Gall’s book was largely written as satire and systems humor, and it spent decades in relative obscurity. Its rediscovery came largely through the software engineering community in the 2000s and 2010s, where its insights aligned perfectly with agile methodology and lean startup thinking. A physician’s satirical 1975 observations about organizational systems became a de facto foundational text for modern software architecture.

Further Reading

  1. The Systems Bible (Systemantics) by John Gall (1975; 3rd ed. 2002)
    Book
    — The original source. Humorous, short, and genuinely wise. The 3rd edition (retitled “The Systems Bible”) is the most accessible version.
  2. Systemantics — Wikipedia
    Free
    — Overview of the book and Gall’s key principles, with historical context and reception.

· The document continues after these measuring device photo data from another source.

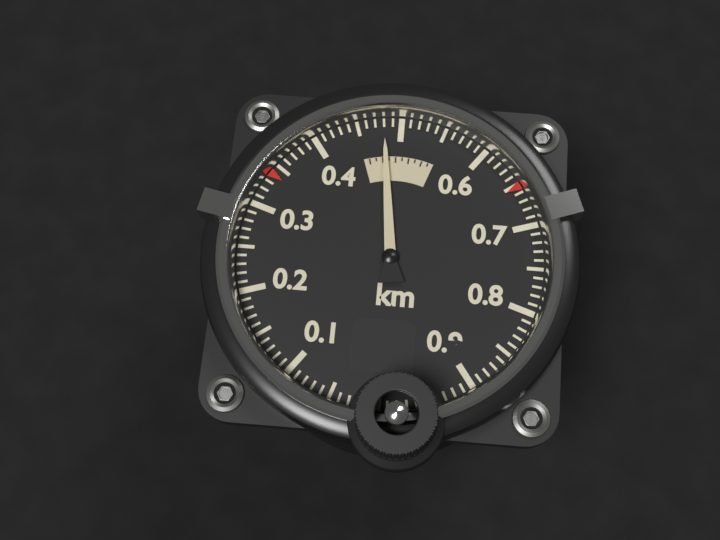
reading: 0.48 km
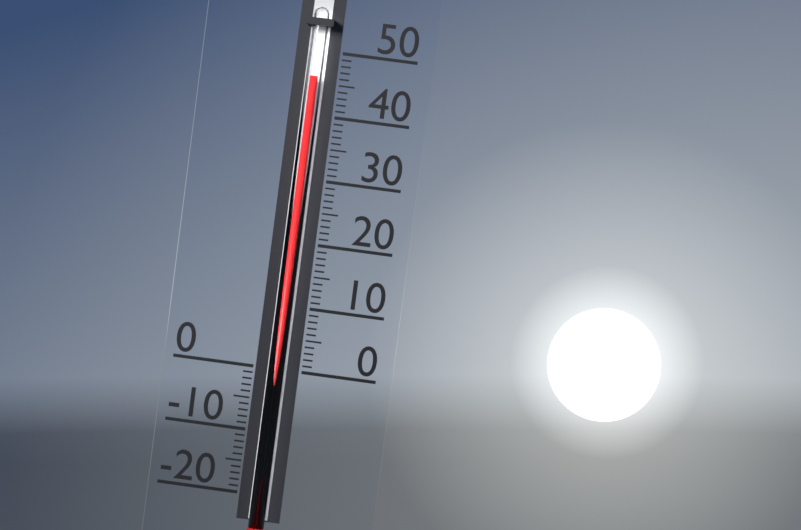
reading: 46 (no unit)
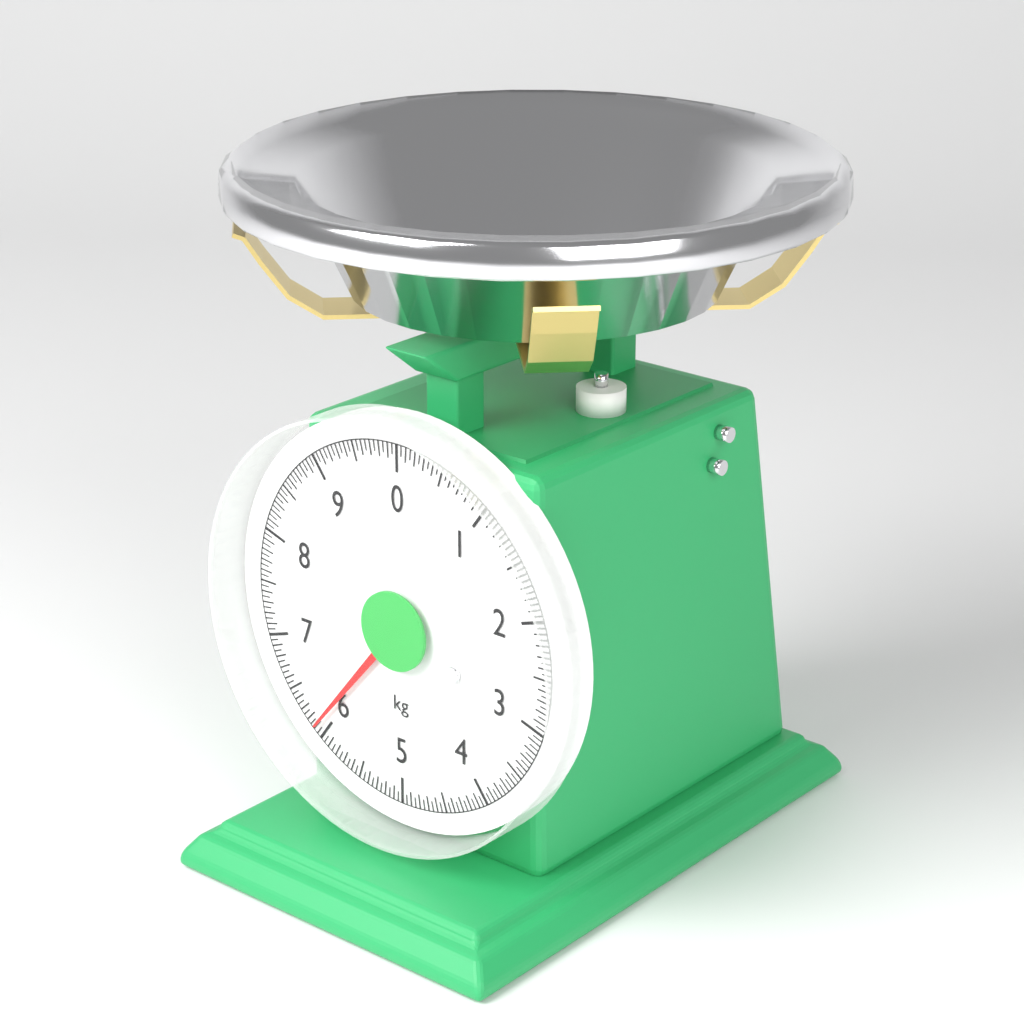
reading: 6.10 kg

  3. Gall’s Law — Personal MBA
    Free
    — Applied business and entrepreneurship framing; connects Gall’s Law to MVP and lean startup methodology.
  4. Complexity and Emergent Behavior — Farnam Street
    Free
    — Broader treatment of how complex systems behave, providing conceptual context for Gall’s Law.
  5. Systemantics (PDF) — DocDrop
    Free
    — Free digital access to the original 1977 text.